Erasing programs such as Eraser recommend overwriting data maybe 36 times.
As I understand it all data is stored on a hard drive as 1s or 0s.
If an overwrite
Imagine a sector of data on the physical disk. Within this sector is a magnetic pattern (a strip) which encodes the bits of data stored in the sector. This pattern is written by a write head which is more or less stationary while the disk rotates beneath it. Now, in order for your hard drive to function properly as a data storage device each time a new magnetic pattern strip is written to a sector it has to reset the magnetic pattern in that sector enough to be readable later. However, it doesn't have to completely erase all evidence of the previous magnetic pattern, it just has to be good enough (and with the amount of error correction used today good enough doesn't have to be all that good). Consider that the write head will not always take the same track as the previous pass over a given sector (it could be skewed a little to the left or the right, it could pass over the sector at a slight angle one way or the other due to vibration, etc.)

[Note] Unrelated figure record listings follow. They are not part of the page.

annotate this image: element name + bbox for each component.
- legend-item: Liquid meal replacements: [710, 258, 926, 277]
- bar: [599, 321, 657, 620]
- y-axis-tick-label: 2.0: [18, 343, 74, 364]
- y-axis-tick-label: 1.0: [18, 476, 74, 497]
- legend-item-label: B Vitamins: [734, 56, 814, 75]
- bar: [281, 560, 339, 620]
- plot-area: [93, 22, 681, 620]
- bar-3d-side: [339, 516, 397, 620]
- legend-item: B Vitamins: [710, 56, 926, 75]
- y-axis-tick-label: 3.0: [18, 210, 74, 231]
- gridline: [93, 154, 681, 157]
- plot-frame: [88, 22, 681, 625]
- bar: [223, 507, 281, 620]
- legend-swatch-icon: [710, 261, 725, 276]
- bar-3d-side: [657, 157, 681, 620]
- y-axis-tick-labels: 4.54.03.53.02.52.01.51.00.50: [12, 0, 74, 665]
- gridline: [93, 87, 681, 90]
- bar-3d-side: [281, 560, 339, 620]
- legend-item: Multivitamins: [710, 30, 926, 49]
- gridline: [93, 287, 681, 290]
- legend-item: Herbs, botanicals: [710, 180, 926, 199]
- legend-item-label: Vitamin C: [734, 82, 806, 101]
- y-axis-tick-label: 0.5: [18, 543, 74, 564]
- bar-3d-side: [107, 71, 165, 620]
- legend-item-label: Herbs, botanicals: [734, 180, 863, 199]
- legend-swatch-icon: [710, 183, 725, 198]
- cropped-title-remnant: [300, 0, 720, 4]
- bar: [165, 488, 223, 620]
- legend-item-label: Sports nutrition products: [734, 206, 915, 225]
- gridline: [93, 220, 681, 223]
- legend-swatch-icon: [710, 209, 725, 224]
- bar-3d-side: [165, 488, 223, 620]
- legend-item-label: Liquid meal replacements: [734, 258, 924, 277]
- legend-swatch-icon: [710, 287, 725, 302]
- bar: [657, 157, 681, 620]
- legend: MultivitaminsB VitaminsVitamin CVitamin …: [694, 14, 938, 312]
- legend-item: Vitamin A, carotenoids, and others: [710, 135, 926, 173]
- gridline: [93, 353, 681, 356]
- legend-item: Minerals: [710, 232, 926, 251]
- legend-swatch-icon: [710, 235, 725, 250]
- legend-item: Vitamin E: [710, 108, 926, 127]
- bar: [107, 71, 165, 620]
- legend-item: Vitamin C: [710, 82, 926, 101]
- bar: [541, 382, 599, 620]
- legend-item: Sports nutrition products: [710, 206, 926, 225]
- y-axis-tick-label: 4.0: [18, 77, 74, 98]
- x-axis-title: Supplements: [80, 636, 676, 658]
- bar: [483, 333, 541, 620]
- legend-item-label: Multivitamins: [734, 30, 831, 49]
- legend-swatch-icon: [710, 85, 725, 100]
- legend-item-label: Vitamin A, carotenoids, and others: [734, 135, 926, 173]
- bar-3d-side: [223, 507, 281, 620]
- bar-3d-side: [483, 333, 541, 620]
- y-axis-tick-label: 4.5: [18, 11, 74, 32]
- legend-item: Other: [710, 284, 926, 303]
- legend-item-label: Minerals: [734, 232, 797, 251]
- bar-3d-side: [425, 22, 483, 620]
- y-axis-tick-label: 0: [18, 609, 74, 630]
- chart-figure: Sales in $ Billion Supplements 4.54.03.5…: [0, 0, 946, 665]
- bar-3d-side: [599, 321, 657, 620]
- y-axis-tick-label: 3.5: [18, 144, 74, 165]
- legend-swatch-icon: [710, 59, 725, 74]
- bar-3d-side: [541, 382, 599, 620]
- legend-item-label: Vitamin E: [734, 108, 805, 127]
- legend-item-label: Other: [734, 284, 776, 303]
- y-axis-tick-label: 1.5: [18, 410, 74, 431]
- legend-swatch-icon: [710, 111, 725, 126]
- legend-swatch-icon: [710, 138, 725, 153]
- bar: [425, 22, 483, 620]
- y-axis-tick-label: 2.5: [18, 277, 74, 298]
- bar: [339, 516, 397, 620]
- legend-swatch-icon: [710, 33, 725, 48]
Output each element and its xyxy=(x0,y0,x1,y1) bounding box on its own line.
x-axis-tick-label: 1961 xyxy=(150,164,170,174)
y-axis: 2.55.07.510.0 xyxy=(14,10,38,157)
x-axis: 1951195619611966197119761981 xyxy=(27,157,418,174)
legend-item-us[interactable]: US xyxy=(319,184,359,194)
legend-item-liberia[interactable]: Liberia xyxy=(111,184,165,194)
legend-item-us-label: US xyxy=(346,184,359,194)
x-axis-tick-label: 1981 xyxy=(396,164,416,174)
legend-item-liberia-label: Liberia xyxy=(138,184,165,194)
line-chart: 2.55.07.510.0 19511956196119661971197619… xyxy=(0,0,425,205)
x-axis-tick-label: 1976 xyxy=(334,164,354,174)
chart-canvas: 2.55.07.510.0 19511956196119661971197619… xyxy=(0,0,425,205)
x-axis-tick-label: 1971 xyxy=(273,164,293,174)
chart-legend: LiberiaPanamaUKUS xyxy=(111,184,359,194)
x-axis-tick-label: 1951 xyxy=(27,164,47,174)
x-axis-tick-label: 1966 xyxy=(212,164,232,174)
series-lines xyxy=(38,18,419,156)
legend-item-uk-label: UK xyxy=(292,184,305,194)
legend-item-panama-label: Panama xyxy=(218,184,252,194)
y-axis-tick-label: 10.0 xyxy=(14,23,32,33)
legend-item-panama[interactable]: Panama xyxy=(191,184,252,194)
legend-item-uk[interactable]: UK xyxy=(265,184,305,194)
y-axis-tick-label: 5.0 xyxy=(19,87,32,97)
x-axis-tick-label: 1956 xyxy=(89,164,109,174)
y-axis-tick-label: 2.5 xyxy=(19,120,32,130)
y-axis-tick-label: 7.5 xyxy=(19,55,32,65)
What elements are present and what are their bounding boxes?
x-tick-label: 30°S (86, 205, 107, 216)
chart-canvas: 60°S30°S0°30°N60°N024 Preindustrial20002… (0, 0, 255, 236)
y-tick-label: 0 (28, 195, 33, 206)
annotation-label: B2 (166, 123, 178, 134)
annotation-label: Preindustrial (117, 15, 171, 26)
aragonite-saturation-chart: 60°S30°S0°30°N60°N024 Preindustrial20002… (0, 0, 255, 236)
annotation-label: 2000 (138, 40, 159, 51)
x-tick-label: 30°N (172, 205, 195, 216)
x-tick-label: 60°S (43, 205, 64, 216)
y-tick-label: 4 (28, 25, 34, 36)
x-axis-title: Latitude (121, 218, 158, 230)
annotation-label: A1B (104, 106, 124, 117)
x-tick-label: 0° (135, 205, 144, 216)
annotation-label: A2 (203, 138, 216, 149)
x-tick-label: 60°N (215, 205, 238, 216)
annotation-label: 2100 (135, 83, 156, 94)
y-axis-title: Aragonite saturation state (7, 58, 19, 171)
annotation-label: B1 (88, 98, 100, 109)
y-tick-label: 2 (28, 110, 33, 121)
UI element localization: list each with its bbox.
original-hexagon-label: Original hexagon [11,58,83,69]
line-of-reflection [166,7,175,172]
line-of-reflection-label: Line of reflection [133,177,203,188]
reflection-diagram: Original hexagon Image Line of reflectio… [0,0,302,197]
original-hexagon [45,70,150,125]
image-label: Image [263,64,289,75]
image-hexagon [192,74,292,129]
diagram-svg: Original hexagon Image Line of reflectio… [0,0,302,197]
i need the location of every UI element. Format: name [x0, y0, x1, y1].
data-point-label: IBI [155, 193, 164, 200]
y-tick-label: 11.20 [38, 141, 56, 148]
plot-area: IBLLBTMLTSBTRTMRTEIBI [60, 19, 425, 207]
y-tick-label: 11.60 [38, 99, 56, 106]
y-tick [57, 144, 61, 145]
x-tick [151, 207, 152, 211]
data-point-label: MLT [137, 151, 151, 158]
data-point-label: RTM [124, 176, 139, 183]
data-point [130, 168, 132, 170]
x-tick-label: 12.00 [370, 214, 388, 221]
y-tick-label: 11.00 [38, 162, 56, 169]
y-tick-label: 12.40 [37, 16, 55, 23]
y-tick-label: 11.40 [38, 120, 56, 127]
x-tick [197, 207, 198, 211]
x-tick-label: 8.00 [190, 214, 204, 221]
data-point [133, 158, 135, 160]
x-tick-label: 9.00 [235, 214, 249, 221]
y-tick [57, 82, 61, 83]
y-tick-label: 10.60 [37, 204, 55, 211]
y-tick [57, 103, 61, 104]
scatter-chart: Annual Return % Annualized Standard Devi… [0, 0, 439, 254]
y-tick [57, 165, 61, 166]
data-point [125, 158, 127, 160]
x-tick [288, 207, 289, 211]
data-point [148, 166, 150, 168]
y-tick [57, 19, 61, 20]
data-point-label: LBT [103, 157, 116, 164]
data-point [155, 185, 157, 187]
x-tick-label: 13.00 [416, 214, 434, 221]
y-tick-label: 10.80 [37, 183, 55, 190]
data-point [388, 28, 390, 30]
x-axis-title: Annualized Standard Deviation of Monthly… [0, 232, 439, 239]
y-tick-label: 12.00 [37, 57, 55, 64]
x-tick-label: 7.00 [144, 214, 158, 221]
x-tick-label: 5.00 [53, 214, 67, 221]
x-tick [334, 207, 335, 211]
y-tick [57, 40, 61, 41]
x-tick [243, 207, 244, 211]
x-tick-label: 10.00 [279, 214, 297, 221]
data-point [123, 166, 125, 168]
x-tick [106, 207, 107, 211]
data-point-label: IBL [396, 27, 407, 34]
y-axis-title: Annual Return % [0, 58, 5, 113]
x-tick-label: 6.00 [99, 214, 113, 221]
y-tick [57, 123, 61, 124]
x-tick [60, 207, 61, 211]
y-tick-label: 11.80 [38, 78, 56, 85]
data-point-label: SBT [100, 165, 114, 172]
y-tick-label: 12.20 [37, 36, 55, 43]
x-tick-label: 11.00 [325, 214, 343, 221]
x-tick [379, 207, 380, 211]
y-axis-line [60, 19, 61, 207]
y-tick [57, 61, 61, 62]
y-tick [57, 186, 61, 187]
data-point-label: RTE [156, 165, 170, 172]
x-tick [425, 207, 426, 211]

What you get is a series of layers of magnetic patterns, with the strongest pattern corresponding to the last data write. With the right instrumentation it may be possible to read this layering of patterns with enough detail to be able to determine some of the data in older layers.
It helps that the data is digital, because once you have extracted the data for a given layer you can determine exactly the magnetic pattern that would have been used to write it to disk and subtract that from the readings (and then do so on the next layer, and the next).